Over the next three years, I hope to write four literature courses for a Christian homeschool curriculum. I want this curriculum to be self-consciously Christian, built up on clear Biblical presuppositions. I can’t write this curriculum yet. This blog will record my experiments in Christian criticism as I prepare for this work.
The site’s name is an homage to C.S. Lewis’s excellent book, An Experiment in Criticism. In it, Lewis asserts that the real difference in literary experience comes not from the books one reads but from readers themselves. Lewis makes this point with wit and good taste and a joie de vivre that always makes me want to go and read more. I hope that my writing comes complete with that kind of joy, not just dry-as-dust instruction.
My plan for the blog is this:
MONDAYS: Work through the basic doctrines of scripture that literary study must acknowledge and be built upon. These posts will include reviews of and engagements with works of theology I am reading in this season of preparation.
TUESDAYS: Work through Christian responses to the terms found in the University of Chicago’s Critical Terms for Literary Study. There is no better source for seeing the ways in how keywords are defined by secular literary critics and providing a point-by-point contrast with Biblical presuppositions. I know I will probably ask more questions than I can answer, but I think this will give me a clear way to see how a committed Christian approach to literature differs from a secular one.

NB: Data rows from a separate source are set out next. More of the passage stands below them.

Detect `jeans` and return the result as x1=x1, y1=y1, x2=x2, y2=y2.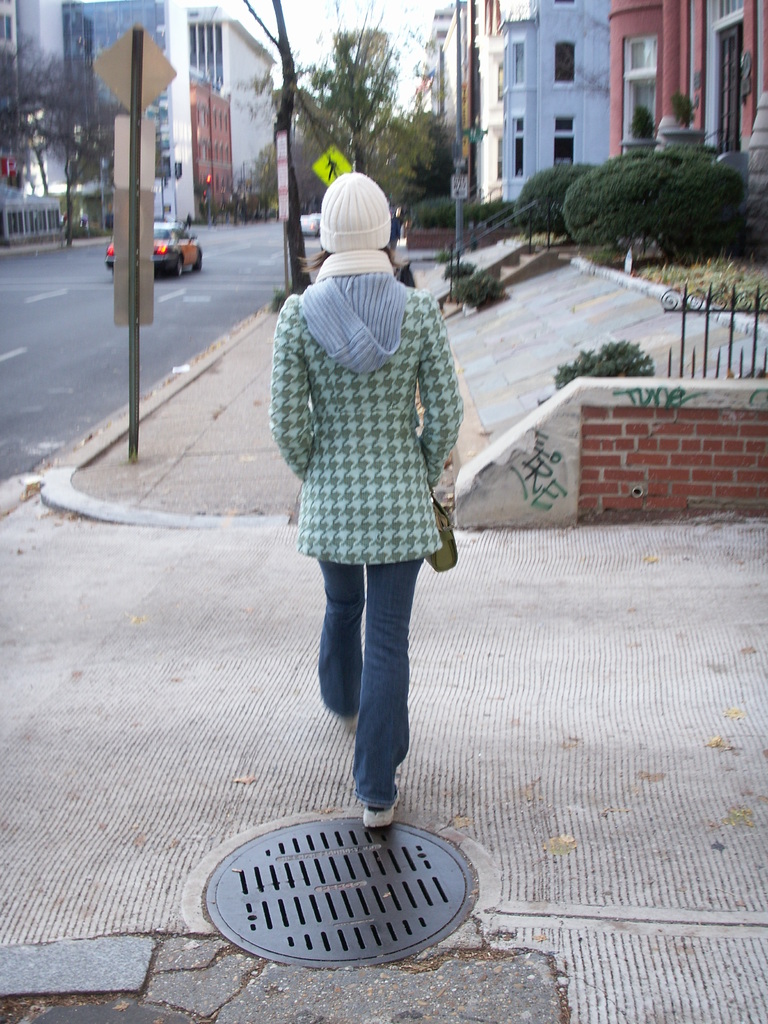
x1=314, y1=532, x2=436, y2=819.
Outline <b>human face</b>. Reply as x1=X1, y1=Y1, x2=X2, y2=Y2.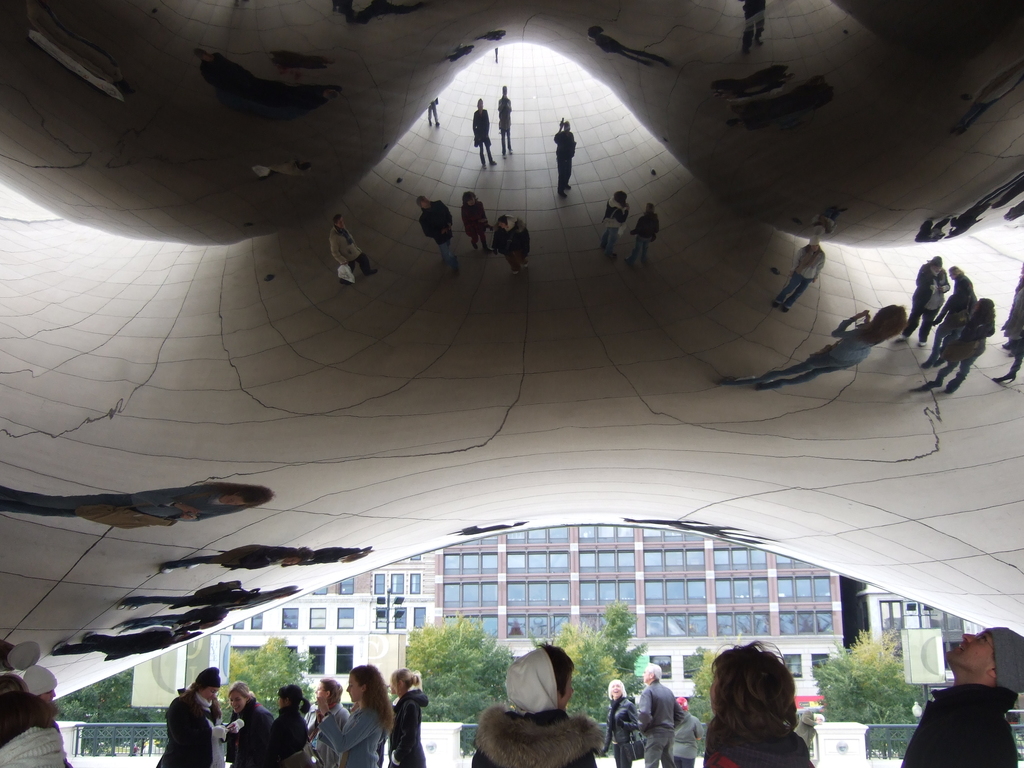
x1=198, y1=683, x2=214, y2=700.
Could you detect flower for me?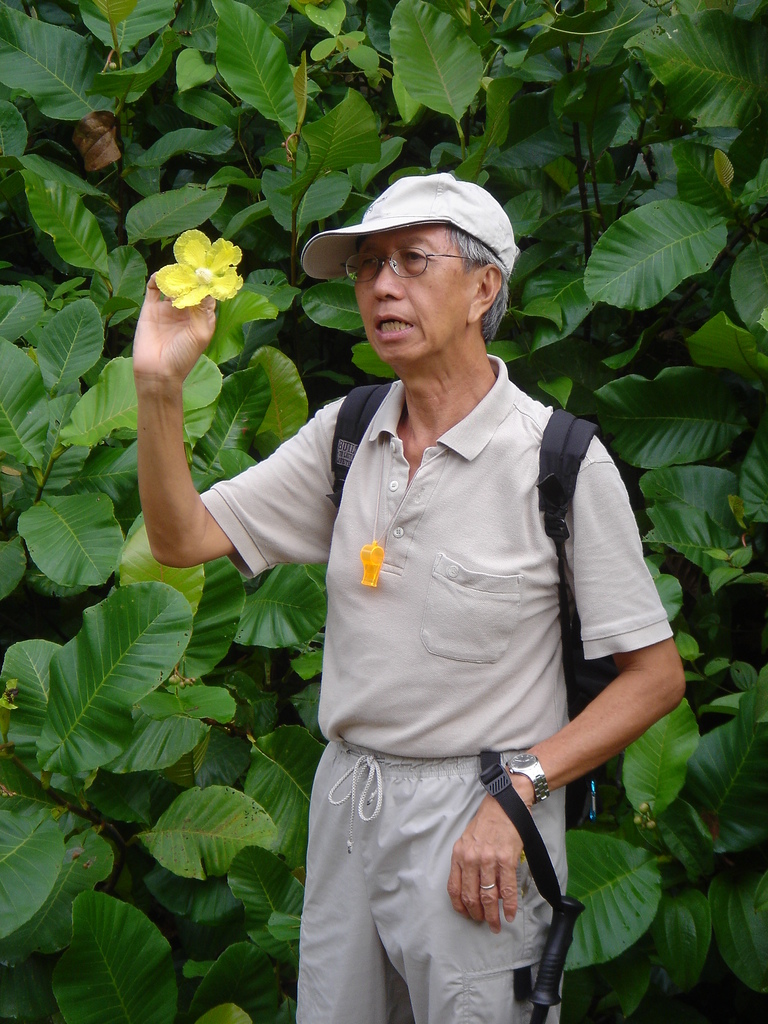
Detection result: rect(143, 215, 244, 303).
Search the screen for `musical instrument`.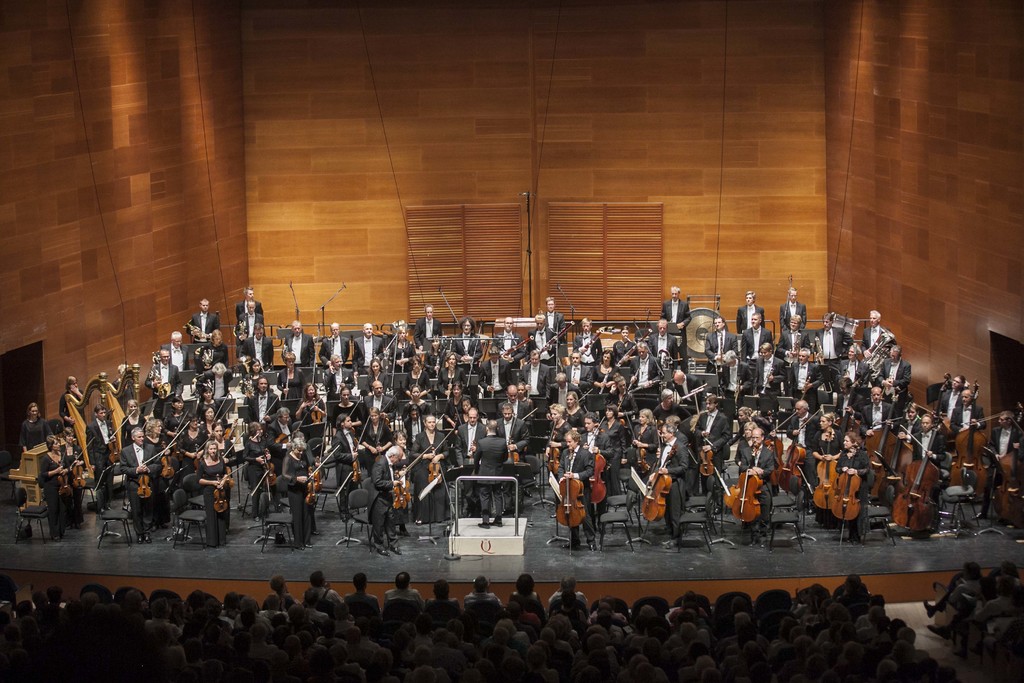
Found at 308,416,326,493.
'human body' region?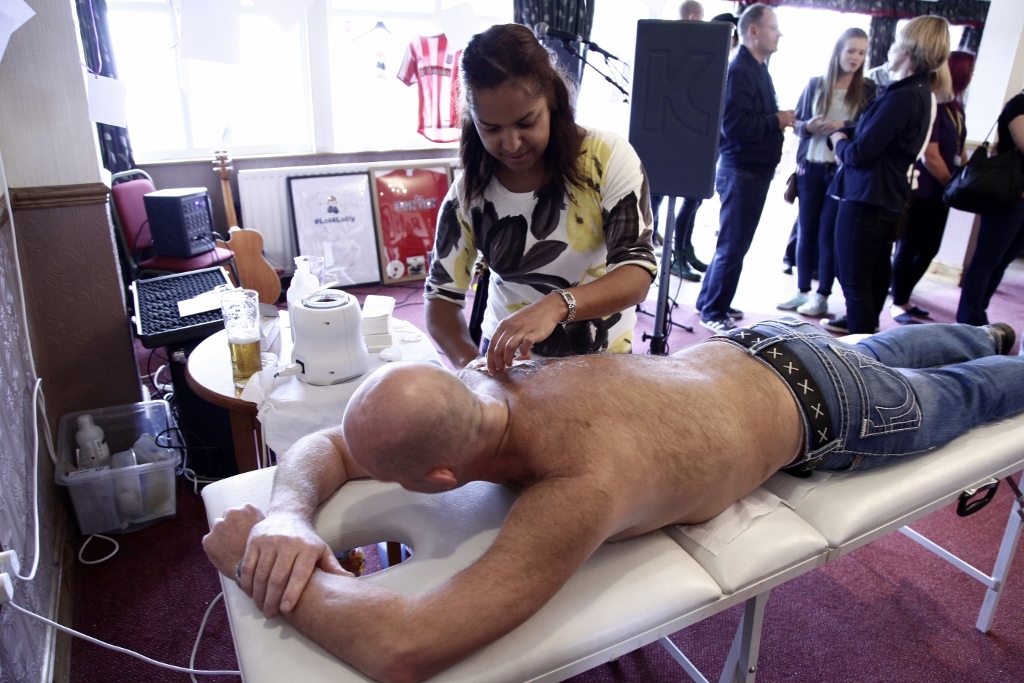
bbox=[943, 91, 1023, 328]
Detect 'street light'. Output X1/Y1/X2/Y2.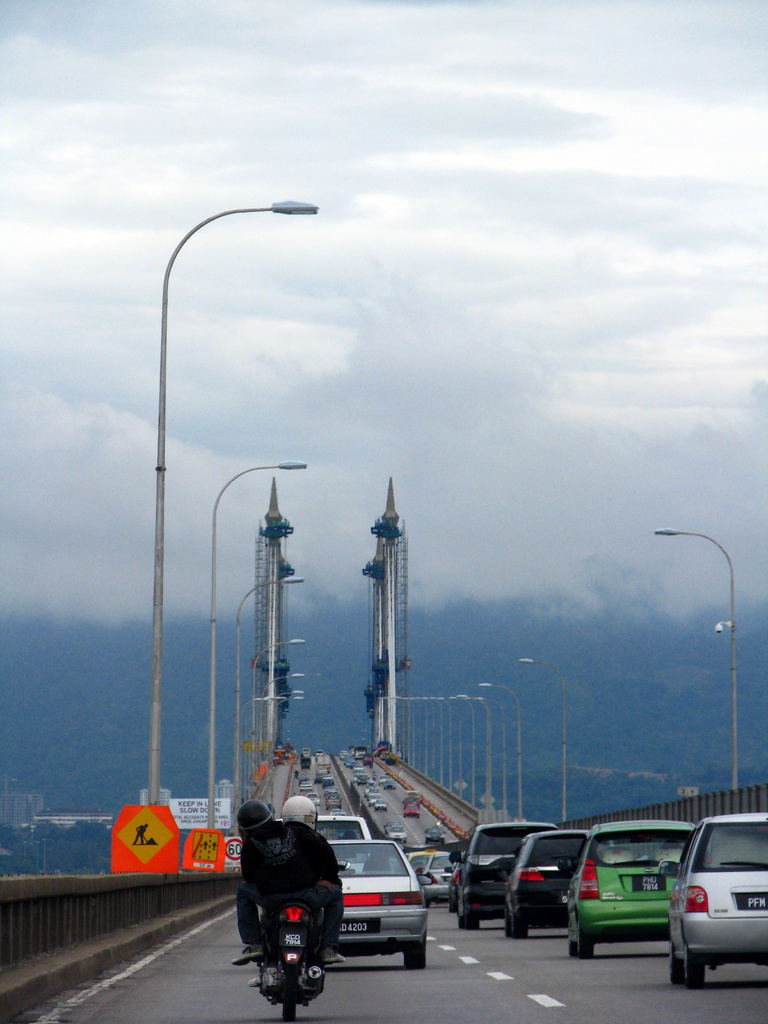
456/694/497/820.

WEDNESDAYS: Work through the basic insights from general handbooks of literature written by both Christian and secular scholars.
THURSDAYS: Offer interpretations of works of narrative fiction: from Tolstoy to Tolkien. Here I will begin applying the insights I’ve made in the first three days to the interpretations of actual novels and short stories.
FRIDAYS: Offer interpretations of drama: everything from Sophocles to Shakespeare to Strindburg.
SATURDAYS: Offer interpretations of narrative and lyric poetry: from Homer and Virgil to Dante and Donne.
My goals for the literary criticism I write are to (A) glorify God and (B) more fully explain how literature provides a means of enjoying Him.
The standard defense of literature is that it instructs and delights. That’s certainly what scripture does. The best literature does it too, and literary criticism is more than a handmaiden in that work. If the best literature uses human imagination to participate in God’s redemption of the world, then literary criticism is the means by which the good news of that work is announced.